Ontario's Front-Line Workers Call For Paid Sick Days

Workers on the COVID-19 front line deserve better benefits and higher wages, an advocacy group says.
Carolina Jimenez, a registered nurse, Febe Jimenez, a personal support worker, and Tina Dagnall, a nursing aide, speak to reporters by video conference on April 16, 2020.
Carolina Jimenez, a registered nurse, Febe Jimenez, a personal support worker, and Tina Dagnall, a nursing aide, speak to reporters by video conference on April 16, 2020.
HuffPost Canada

The people running Ontario’s clinics, nursing homes and grocery stores during the COVID-19 pandemic “deserve more than a ‘thank you,’” one group of front-line workers said Thursday.

“The government refuses to implement basic paid sick leave protections for the very same people they deem heroes,” Carolina Jimenez told reporters at a virtual press conference. She is a registered nurse and the coordinator of the advocacy group Decent Work and Health Network.

“I’m a nurse at a clinic in Toronto and I don’t have paid sick days.”

“If we are heroes, we deserve these protections.”

- Carolina Jimenez, registered nurse

She said all workers deserve 14 paid sick days during the pandemic, at least $15 an hour and seven paid sick days a year on a permanent basis.

“If we are heroes, we deserve these protections,” Jimenez said.

Febe Jimenez (no relation), a personal support worker at a Hamilton retirement home, said she works full time and does not have paid sick days. She said her co-workers have been “extremely afraid” to come to work with others who work in multiple homes, in case they contract COVID-19.

Ontario’s Progressive Conservative government announced Tuesday they would no longer allow workers to work in multiple long-term care homes, effective next week. Premier Doug Ford also said he would provide extra funding so that people can get full-time hours from one job. But these changes only apply to long-term care homes, not retirement homes.

His government got rid of a requirement that all employers provide their employees with at least two paid sick days a year in 2018. It also froze the minimum wage at $14 an hour instead of raising it to $15 as the previous Liberal government had planned to do.

Earlier: Premier Doug Ford says permanent changes may be needed in Ontario’s long-term care homes. Story continues after video.

A spokesperson for Labour Minister Monte McNaughton did not directly answer HuffPost Canada’s questions about paid sick days or wages Thursday, but said the government has guaranteed that workers won’t lose their jobs if they stay home sick.

“Our government took swift action at the beginning of this pandemic to ensure job-protected leave for workers impacted by COVID-19. This leave provides flexibility for workers as it can be used when sick, quarantined or caring for loved ones,” Bradley Metlin told HuffPost by email.

“No one should lose their job for following the best medical advice of our health professionals.”

The government has also said its 2018 changes would create jobs by lowering labour costs for businesses.

Workers say they’re running out of sick time

Nursing aide Tina Dagnall said Thursday the government should do something for workers who are burning through their sick time or being forced to take time off without pay.

She works at Regency Manor Nursing Home in Port Hope, Ont. and is a union steward for Laborers’ International Union of North America (LIUNA).

Dagnall said her co-workers accrue a maximum of 12 paid sick days a year. But that doesn’t go far enough when workers are staying home as a precaution every time they get a cough or a sniffle, she said, or when they are tested for COVID-19 and must wait at home for the results for seven days.

“Why are we using our sick time for precautions for COVID?” Dagnall asked. “I just feel that the government needs to step up and do something.”

“There's a lot of anxiety ... We’ve had crying in the parking lot.”

- Tina Dagnall, nursing aide

She said her co-workers are terrified that one of them or one of their patients will test positive for COVID-19.

“There’s a lot of anxiety,” she said. “We’ve had crying in the parking lot.”

Toronto grocery store worker Rechev Browne said he feels he’s risking his life every time he goes to work on public transit.

“It’s super scary. It’s super dangerous,” he said.

Browne said grocery store workers need access to personal protective equipment, emergency leave and for their $2 an hour premium pay to be made permanent.

When customers come up to thank him at the grocery store, he said he’s now asking them to go online and sign the Decent Work and Health Network’s petition for permanent changes.

“Don’t just talk the talk, walk the walk,” Browne said.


- **About this task**
Lift every line from the entries that includes the word "mark".

___

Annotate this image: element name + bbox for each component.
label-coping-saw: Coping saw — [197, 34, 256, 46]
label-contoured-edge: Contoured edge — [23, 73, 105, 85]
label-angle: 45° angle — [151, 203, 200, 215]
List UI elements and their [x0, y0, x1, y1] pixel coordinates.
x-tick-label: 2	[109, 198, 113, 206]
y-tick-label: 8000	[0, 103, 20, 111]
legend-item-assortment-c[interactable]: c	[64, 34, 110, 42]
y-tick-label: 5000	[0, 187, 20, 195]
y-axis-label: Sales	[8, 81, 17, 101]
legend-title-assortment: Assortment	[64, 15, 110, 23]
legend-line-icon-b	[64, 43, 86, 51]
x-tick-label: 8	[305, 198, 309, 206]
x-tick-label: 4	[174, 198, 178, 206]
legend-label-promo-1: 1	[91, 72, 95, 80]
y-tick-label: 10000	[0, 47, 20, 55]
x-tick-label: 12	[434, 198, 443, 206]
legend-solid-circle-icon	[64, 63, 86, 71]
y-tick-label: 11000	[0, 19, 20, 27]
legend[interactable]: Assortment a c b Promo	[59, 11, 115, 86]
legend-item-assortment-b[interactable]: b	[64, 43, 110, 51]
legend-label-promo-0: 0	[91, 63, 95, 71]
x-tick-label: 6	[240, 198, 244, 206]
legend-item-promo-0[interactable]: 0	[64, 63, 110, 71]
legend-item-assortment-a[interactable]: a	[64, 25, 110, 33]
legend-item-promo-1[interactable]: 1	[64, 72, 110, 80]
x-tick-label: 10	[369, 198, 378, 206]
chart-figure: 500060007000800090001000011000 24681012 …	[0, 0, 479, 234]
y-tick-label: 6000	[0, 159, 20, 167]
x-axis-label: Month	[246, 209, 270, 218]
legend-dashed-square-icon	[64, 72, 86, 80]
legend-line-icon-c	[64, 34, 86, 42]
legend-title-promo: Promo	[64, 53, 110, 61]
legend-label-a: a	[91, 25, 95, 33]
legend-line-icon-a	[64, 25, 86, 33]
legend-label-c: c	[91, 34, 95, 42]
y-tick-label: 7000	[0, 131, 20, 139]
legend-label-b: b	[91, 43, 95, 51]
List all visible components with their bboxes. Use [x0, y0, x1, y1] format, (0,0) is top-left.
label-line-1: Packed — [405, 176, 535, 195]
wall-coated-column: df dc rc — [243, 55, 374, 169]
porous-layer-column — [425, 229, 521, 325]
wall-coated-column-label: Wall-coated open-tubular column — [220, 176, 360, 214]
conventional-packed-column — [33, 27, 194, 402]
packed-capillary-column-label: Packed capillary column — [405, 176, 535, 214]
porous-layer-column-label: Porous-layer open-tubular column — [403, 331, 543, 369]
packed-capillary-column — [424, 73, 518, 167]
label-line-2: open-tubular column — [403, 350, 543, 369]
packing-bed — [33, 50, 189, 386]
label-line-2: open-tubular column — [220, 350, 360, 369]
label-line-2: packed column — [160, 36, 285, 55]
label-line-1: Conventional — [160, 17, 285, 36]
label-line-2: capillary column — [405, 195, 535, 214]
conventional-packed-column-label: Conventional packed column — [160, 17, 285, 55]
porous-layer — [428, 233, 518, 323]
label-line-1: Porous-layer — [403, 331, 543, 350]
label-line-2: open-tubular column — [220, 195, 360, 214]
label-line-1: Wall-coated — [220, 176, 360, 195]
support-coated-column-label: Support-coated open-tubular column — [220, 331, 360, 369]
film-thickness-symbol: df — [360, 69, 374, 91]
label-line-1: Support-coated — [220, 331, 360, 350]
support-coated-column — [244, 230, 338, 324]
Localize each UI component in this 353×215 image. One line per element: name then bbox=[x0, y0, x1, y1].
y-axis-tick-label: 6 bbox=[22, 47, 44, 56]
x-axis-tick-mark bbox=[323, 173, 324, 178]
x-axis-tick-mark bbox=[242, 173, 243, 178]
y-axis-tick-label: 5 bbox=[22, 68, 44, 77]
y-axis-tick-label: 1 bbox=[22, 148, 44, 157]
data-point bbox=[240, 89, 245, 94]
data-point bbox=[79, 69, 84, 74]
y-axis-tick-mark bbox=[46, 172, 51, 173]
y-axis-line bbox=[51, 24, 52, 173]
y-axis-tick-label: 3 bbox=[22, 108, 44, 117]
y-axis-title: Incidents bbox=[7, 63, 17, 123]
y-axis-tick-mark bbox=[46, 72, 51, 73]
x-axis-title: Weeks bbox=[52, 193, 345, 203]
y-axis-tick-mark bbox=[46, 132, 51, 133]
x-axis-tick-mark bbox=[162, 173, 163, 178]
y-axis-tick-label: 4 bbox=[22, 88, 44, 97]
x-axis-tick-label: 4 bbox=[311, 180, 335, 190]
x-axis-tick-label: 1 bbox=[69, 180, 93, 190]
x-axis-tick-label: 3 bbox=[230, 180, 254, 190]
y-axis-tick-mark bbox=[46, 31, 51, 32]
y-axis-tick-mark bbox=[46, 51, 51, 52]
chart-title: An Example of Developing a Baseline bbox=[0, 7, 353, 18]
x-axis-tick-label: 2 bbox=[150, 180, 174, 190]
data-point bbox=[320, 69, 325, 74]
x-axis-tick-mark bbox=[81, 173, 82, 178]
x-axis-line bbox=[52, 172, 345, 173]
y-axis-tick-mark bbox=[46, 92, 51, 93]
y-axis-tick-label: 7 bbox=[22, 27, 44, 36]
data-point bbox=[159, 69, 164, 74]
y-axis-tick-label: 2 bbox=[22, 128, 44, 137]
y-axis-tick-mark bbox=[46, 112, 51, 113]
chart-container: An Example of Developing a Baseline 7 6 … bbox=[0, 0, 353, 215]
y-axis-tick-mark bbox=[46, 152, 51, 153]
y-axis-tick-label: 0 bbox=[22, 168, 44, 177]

___

- **Worked solution**
x-axis-tick-mark bbox=[323, 173, 324, 178]
x-axis-tick-mark bbox=[242, 173, 243, 178]
y-axis-tick-mark bbox=[46, 172, 51, 173]
y-axis-tick-mark bbox=[46, 72, 51, 73]
y-axis-tick-mark bbox=[46, 132, 51, 133]
x-axis-tick-mark bbox=[162, 173, 163, 178]
y-axis-tick-mark bbox=[46, 31, 51, 32]
y-axis-tick-mark bbox=[46, 51, 51, 52]
x-axis-tick-mark bbox=[81, 173, 82, 178]
y-axis-tick-mark bbox=[46, 92, 51, 93]
y-axis-tick-mark bbox=[46, 112, 51, 113]
y-axis-tick-mark bbox=[46, 152, 51, 153]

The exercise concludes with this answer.